SigLIP 2: Multilingual Vision-Language Encoders with Improved Semantic Understanding, Localization, and Dense Features
This work provides enhanced vision-language models for multilingual applications, though it is incremental as it builds on prior techniques.
The authors tackled the problem of improving multilingual vision-language encoders by introducing SigLIP 2, which outperforms its predecessor in zero-shot classification, image-text retrieval, and transfer performance, with significant gains in localization and dense prediction tasks.
We introduce SigLIP 2, a family of new multilingual vision-language encoders that build on the success of the original SigLIP. In this second iteration, we extend the original image-text training objective with several prior, independently developed techniques into a unified recipe -- this includes captioning-based pretraining, self-supervised losses (self-distillation, masked prediction) and online data curation. With these changes, SigLIP 2 models outperform their SigLIP counterparts at all model scales in core capabilities, including zero-shot classification, image-text retrieval, and transfer performance when extracting visual representations for Vision-Language Models (VLMs). Furthermore, the new training recipe leads to significant improvements on localization and dense prediction tasks. We also train variants which support multiple resolutions and preserve the input's native aspect ratio. Finally, we train on a more diverse data-mixture that includes de-biasing techniques, leading to much better multilingual understanding and improved fairness. To allow users to trade off inference cost with performance, we release model checkpoints at four sizes: ViT-B (86M), L (303M), So400m (400M), and g (1B).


* **Work order**
Could you copy every entry exactly, with nothing changed?

↓↓↓

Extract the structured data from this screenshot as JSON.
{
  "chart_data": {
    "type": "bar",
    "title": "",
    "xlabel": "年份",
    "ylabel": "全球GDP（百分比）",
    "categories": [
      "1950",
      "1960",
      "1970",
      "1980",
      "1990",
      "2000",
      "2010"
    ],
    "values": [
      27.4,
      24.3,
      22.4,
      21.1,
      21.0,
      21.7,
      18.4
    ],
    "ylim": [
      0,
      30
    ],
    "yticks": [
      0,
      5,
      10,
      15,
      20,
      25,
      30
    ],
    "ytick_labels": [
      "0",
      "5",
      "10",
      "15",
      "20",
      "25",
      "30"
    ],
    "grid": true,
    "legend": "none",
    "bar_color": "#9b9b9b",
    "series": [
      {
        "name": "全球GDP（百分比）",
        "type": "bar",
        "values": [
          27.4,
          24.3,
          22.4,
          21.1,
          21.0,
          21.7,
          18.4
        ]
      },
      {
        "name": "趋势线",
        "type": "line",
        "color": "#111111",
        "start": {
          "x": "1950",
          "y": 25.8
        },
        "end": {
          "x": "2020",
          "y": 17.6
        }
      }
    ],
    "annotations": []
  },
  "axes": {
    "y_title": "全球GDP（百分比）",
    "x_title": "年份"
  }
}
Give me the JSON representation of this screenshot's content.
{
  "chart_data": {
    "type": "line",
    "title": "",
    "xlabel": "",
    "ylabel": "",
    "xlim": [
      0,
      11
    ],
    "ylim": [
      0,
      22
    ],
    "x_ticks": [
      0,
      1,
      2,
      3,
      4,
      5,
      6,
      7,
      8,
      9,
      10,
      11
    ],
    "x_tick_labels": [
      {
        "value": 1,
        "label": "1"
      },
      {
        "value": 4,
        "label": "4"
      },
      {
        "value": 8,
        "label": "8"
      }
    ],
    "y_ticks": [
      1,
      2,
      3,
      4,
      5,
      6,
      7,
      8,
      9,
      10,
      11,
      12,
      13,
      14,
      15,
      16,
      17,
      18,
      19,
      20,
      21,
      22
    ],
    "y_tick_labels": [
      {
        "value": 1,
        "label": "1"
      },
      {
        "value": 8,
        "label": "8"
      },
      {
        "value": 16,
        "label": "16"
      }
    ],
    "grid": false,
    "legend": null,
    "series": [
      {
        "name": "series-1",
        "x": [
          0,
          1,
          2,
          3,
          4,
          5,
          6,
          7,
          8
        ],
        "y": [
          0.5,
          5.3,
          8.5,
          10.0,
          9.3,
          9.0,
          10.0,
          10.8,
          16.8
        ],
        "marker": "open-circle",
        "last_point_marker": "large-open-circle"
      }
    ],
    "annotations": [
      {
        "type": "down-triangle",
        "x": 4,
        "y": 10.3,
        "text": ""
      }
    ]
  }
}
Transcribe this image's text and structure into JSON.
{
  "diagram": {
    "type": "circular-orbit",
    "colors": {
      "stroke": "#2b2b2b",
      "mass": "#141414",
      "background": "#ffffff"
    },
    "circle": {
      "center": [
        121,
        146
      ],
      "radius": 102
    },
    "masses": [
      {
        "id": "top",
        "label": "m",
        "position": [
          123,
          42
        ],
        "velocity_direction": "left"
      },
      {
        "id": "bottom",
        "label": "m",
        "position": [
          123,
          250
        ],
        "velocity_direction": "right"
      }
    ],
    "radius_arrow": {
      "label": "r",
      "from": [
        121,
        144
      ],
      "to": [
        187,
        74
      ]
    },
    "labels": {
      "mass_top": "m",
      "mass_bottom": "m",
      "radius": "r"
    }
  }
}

↑↑↑

* **Task answer**
Extract the structured data from this screenshot as JSON.
{
  "chart_data": {
    "type": "bar",
    "title": "",
    "xlabel": "年份",
    "ylabel": "全球GDP（百分比）",
    "categories": [
      "1950",
      "1960",
      "1970",
      "1980",
      "1990",
      "2000",
      "2010"
    ],
    "values": [
      27.4,
      24.3,
      22.4,
      21.1,
      21.0,
      21.7,
      18.4
    ],
    "ylim": [
      0,
      30
    ],
    "yticks": [
      0,
      5,
      10,
      15,
      20,
      25,
      30
    ],
    "ytick_labels": [
      "0",
      "5",
      "10",
      "15",
      "20",
      "25",
      "30"
    ],
    "grid": true,
    "legend": "none",
    "bar_color": "#9b9b9b",
    "series": [
      {
        "name": "全球GDP（百分比）",
        "type": "bar",
        "values": [
          27.4,
          24.3,
          22.4,
          21.1,
          21.0,
          21.7,
          18.4
        ]
      },
      {
        "name": "趋势线",
        "type": "line",
        "color": "#111111",
        "start": {
          "x": "1950",
          "y": 25.8
        },
        "end": {
          "x": "2020",
          "y": 17.6
        }
      }
    ],
    "annotations": []
  },
  "axes": {
    "y_title": "全球GDP（百分比）",
    "x_title": "年份"
  }
}
Give me the JSON representation of this screenshot's content.
{
  "chart_data": {
    "type": "line",
    "title": "",
    "xlabel": "",
    "ylabel": "",
    "xlim": [
      0,
      11
    ],
    "ylim": [
      0,
      22
    ],
    "x_ticks": [
      0,
      1,
      2,
      3,
      4,
      5,
      6,
      7,
      8,
      9,
      10,
      11
    ],
    "x_tick_labels": [
      {
        "value": 1,
        "label": "1"
      },
      {
        "value": 4,
        "label": "4"
      },
      {
        "value": 8,
        "label": "8"
      }
    ],
    "y_ticks": [
      1,
      2,
      3,
      4,
      5,
      6,
      7,
      8,
      9,
      10,
      11,
      12,
      13,
      14,
      15,
      16,
      17,
      18,
      19,
      20,
      21,
      22
    ],
    "y_tick_labels": [
      {
        "value": 1,
        "label": "1"
      },
      {
        "value": 8,
        "label": "8"
      },
      {
        "value": 16,
        "label": "16"
      }
    ],
    "grid": false,
    "legend": null,
    "series": [
      {
        "name": "series-1",
        "x": [
          0,
          1,
          2,
          3,
          4,
          5,
          6,
          7,
          8
        ],
        "y": [
          0.5,
          5.3,
          8.5,
          10.0,
          9.3,
          9.0,
          10.0,
          10.8,
          16.8
        ],
        "marker": "open-circle",
        "last_point_marker": "large-open-circle"
      }
    ],
    "annotations": [
      {
        "type": "down-triangle",
        "x": 4,
        "y": 10.3,
        "text": ""
      }
    ]
  }
}
Transcribe this image's text and structure into JSON.
{
  "diagram": {
    "type": "circular-orbit",
    "colors": {
      "stroke": "#2b2b2b",
      "mass": "#141414",
      "background": "#ffffff"
    },
    "circle": {
      "center": [
        121,
        146
      ],
      "radius": 102
    },
    "masses": [
      {
        "id": "top",
        "label": "m",
        "position": [
          123,
          42
        ],
        "velocity_direction": "left"
      },
      {
        "id": "bottom",
        "label": "m",
        "position": [
          123,
          250
        ],
        "velocity_direction": "right"
      }
    ],
    "radius_arrow": {
      "label": "r",
      "from": [
        121,
        144
      ],
      "to": [
        187,
        74
      ]
    },
    "labels": {
      "mass_top": "m",
      "mass_bottom": "m",
      "radius": "r"
    }
  }
}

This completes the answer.